Hawke’s Point; No, You Can’t Have Her Number
9/7/14 — EVERYONE WANTS TO MEET MARY LOUISE
I should have seen it coming. There were hints, but I made light of them, and took just a few tentative steps to deflect them. It wasn’t enough, and my problem persists: Readers of my just-published novel want to know a lot more about Mary Louise. Or more specifically, they want to know how I know so much about Mary Louise. The men even want her phone number, as though I have it on speed dial.
Mary Louise is a part-time, high-priced call girl who plays a key role in my novel, Hawke’s Point. In the first draft she was a minor character, with just a meant-to-be-funny cameo appearance early in the book. But when I presented those chapters to a writing class, all the questions were about her. They wanted—no, they needed—to know more: Why does she do it? What’s it like? How can she think of it as just a job? How can she possibly stand being in the same room with her customers, let alone being intimate with them?
I took the bait. I gave her a bigger role and a more complex personality. If people wanted to read about her, I’d try to give them someone worth reading about. I even became attached to her. This meant learning as much as I could about the life of a woman in her shoes. That wasn’t a problem. I’ve been a journalist for over 40 years; I knew how to find information even before there was an Internet. There were some hiccups along the way. My wife was none too pleased when my copy of Callgirl: Confessions of an Ivy League Lady of Pleasure came to the front door in a clear plastic wrap.
There were plenty of other warning signs I ignored on the road to publication. When I asked other writers (who really should know better) for critiques, the conversations would focus on elements of plot, point of view, style, dialogue, whatever—and then inevitably they would get around to Mary Louise and how I did my “research,” the word often spoken as though it had skeptical quotation marks around it.
I figured there was an easy if incomplete way to defect questions. I went out of my way in the acknowledgments for the novel to cite a couple of the books I used as references, but that hasn’t had much effect. The questions keep coming. Usually, they begin by asking whether the book is autobiographical. It’s not, and anyone who knows me should know that. But then they ask where the characters came from. Are they based on people I know? Telling them that they are partially composites and mostly imagined will get a polite nod and awkward silence, as though they’re waiting for me to fess up.
A few reviewers have also focused on Mary Louise. Two said she was their favorite character, which surprised me, but one accused me of glorifying prostitution and gave me a firm, very personal lecture.
As the questions continue, I’ve stopped trying to explain in any detail. It doesn’t do any good, and the last thing I want to do is sound defensive. So I just pause a few seconds as though I’m taken aback by the question. “Research,” I finally answer with my best inscrutable smile. Let them think what they want.
Mark Willen
Mark Willen’s novels, Hawke’s Point, Hawke’s Return, and Hawke’s Discovery, were released by Pen-L Publishing. His short stories have appeared in Corner Club Press, The Rusty Nail. and The Boiler Review. Mark is currently working on his second novel, a thriller set in a fictional town in central Maryland. Mark also writes a blog on practical, everyday ethics, Talking Ethics.com.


▸ **Exercise aim**
Nothing but the lines from the one with "Decompose this screenshot" through the final line of the listing should appear in the answer, each copied exactly.

▸ **Material for this exercise**

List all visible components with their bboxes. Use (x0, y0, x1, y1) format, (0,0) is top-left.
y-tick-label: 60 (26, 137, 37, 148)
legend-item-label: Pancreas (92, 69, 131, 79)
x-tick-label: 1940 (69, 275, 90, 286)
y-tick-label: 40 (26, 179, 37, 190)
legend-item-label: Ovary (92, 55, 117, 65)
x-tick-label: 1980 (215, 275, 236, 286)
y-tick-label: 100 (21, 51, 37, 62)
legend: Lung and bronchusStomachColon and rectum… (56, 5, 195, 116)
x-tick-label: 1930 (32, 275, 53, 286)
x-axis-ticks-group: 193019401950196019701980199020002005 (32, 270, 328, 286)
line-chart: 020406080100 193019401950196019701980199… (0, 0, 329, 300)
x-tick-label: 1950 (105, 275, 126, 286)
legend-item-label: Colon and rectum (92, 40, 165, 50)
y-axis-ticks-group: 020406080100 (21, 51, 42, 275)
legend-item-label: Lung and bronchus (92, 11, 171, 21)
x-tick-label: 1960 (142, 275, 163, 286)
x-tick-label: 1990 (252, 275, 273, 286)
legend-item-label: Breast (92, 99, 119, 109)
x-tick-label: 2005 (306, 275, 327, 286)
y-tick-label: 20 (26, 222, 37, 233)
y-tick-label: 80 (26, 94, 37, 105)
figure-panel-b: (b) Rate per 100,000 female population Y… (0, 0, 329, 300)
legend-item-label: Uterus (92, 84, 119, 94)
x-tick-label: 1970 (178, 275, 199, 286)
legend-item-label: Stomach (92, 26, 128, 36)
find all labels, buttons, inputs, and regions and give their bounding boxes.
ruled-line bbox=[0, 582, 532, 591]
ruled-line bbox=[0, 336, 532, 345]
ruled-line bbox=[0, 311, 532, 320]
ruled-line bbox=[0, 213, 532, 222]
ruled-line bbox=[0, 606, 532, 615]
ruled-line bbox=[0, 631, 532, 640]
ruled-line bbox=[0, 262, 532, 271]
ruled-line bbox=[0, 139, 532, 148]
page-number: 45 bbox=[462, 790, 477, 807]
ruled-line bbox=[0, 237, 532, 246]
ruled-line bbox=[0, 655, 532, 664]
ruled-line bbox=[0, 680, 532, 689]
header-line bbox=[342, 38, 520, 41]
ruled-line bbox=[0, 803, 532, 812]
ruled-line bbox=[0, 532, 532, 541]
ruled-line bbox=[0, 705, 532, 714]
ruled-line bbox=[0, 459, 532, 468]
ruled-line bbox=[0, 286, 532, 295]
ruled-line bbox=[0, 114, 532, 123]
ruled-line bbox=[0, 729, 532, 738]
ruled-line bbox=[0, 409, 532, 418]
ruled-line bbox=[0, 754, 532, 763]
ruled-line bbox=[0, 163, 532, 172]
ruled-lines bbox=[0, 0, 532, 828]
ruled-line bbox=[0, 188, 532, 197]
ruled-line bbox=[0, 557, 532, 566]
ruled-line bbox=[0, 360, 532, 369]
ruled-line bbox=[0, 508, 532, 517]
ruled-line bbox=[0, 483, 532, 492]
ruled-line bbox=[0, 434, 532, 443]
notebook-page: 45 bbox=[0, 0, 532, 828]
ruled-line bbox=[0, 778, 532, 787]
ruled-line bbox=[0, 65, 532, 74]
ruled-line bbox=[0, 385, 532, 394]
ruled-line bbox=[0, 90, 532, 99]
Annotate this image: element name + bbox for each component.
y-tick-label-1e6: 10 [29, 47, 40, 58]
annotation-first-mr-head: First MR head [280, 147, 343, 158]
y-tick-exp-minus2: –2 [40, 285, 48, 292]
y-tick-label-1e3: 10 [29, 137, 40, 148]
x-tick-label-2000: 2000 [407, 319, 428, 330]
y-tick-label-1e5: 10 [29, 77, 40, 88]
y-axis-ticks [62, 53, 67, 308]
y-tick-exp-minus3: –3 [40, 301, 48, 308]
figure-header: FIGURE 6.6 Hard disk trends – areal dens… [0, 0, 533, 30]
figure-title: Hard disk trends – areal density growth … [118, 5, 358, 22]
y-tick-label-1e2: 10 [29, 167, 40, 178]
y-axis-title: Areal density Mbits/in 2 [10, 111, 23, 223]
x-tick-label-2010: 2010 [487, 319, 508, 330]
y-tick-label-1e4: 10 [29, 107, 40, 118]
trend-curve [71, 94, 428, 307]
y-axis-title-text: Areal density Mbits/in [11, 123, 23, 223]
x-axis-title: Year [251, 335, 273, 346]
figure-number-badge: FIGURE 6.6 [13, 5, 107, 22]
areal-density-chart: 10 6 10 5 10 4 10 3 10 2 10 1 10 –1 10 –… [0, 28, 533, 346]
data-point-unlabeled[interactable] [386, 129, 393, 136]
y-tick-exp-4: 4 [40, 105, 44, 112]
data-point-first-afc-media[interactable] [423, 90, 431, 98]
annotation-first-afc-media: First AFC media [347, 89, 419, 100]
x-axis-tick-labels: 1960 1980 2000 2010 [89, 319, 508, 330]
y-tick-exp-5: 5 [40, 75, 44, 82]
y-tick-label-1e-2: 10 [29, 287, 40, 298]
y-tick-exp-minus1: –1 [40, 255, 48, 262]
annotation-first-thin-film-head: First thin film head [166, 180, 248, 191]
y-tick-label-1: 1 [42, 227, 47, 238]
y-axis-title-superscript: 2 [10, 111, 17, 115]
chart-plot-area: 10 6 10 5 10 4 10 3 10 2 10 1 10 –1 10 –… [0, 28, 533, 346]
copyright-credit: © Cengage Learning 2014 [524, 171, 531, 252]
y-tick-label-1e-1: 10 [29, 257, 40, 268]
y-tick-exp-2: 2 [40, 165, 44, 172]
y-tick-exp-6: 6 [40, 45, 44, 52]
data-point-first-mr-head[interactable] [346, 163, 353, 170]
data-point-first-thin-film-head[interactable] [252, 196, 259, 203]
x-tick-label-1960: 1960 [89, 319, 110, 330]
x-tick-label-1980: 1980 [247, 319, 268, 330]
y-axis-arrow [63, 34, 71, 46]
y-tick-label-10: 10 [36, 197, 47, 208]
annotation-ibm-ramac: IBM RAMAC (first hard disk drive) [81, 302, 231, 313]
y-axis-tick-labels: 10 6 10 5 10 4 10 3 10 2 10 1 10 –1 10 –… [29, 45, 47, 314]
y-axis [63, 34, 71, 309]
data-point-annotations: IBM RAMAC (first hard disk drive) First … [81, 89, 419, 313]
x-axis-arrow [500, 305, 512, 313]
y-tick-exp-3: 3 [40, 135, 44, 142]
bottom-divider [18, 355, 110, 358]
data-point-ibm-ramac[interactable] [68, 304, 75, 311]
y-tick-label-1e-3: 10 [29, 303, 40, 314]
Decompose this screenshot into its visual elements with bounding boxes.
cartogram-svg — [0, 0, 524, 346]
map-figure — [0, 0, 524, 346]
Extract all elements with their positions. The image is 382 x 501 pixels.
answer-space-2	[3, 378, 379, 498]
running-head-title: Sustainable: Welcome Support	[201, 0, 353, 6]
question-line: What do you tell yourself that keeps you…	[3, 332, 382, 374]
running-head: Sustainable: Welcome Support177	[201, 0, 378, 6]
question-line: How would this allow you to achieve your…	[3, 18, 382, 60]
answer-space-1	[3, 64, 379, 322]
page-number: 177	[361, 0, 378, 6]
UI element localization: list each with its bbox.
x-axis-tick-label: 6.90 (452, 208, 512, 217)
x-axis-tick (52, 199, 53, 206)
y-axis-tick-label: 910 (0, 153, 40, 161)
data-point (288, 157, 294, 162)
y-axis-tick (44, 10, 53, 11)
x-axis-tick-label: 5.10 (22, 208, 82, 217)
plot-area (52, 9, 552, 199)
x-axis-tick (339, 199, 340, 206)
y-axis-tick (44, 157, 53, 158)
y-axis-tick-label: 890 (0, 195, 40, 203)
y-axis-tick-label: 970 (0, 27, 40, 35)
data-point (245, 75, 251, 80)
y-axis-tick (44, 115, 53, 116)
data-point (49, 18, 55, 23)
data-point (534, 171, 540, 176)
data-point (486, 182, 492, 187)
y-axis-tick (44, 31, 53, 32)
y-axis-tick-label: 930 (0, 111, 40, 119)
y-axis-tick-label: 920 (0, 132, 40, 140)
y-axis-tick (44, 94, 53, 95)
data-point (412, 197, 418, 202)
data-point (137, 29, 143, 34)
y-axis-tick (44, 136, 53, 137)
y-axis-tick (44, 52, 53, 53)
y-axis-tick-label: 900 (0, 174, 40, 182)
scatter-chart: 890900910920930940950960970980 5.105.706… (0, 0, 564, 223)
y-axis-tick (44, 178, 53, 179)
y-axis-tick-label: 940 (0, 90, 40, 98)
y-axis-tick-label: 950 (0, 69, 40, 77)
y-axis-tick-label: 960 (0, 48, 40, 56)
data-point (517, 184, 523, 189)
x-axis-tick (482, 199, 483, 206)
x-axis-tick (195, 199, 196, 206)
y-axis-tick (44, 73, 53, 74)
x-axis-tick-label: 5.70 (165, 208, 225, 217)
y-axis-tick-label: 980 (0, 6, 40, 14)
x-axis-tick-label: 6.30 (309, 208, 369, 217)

▸ **Task result**
Decompose this screenshot into its visual elements with bounding boxes.
cartogram-svg — [0, 0, 524, 346]
map-figure — [0, 0, 524, 346]
Extract all elements with their positions. The image is 382 x 501 pixels.
answer-space-2	[3, 378, 379, 498]
running-head-title: Sustainable: Welcome Support	[201, 0, 353, 6]
question-line: What do you tell yourself that keeps you…	[3, 332, 382, 374]
running-head: Sustainable: Welcome Support177	[201, 0, 378, 6]
question-line: How would this allow you to achieve your…	[3, 18, 382, 60]
answer-space-1	[3, 64, 379, 322]
page-number: 177	[361, 0, 378, 6]
UI element localization: list each with its bbox.
x-axis-tick-label: 6.90 (452, 208, 512, 217)
x-axis-tick (52, 199, 53, 206)
y-axis-tick-label: 910 (0, 153, 40, 161)
data-point (288, 157, 294, 162)
y-axis-tick (44, 10, 53, 11)
x-axis-tick-label: 5.10 (22, 208, 82, 217)
plot-area (52, 9, 552, 199)
x-axis-tick (339, 199, 340, 206)
y-axis-tick (44, 157, 53, 158)
y-axis-tick-label: 890 (0, 195, 40, 203)
y-axis-tick-label: 970 (0, 27, 40, 35)
data-point (245, 75, 251, 80)
y-axis-tick (44, 115, 53, 116)
data-point (49, 18, 55, 23)
data-point (534, 171, 540, 176)
data-point (486, 182, 492, 187)
y-axis-tick (44, 31, 53, 32)
y-axis-tick-label: 930 (0, 111, 40, 119)
y-axis-tick-label: 920 (0, 132, 40, 140)
y-axis-tick (44, 94, 53, 95)
data-point (412, 197, 418, 202)
data-point (137, 29, 143, 34)
y-axis-tick (44, 136, 53, 137)
y-axis-tick (44, 52, 53, 53)
y-axis-tick-label: 900 (0, 174, 40, 182)
scatter-chart: 890900910920930940950960970980 5.105.706… (0, 0, 564, 223)
y-axis-tick (44, 178, 53, 179)
y-axis-tick-label: 940 (0, 90, 40, 98)
y-axis-tick-label: 950 (0, 69, 40, 77)
y-axis-tick-label: 960 (0, 48, 40, 56)
data-point (517, 184, 523, 189)
x-axis-tick (482, 199, 483, 206)
x-axis-tick (195, 199, 196, 206)
y-axis-tick (44, 73, 53, 74)
x-axis-tick-label: 5.70 (165, 208, 225, 217)
y-axis-tick-label: 980 (0, 6, 40, 14)
x-axis-tick-label: 6.30 (309, 208, 369, 217)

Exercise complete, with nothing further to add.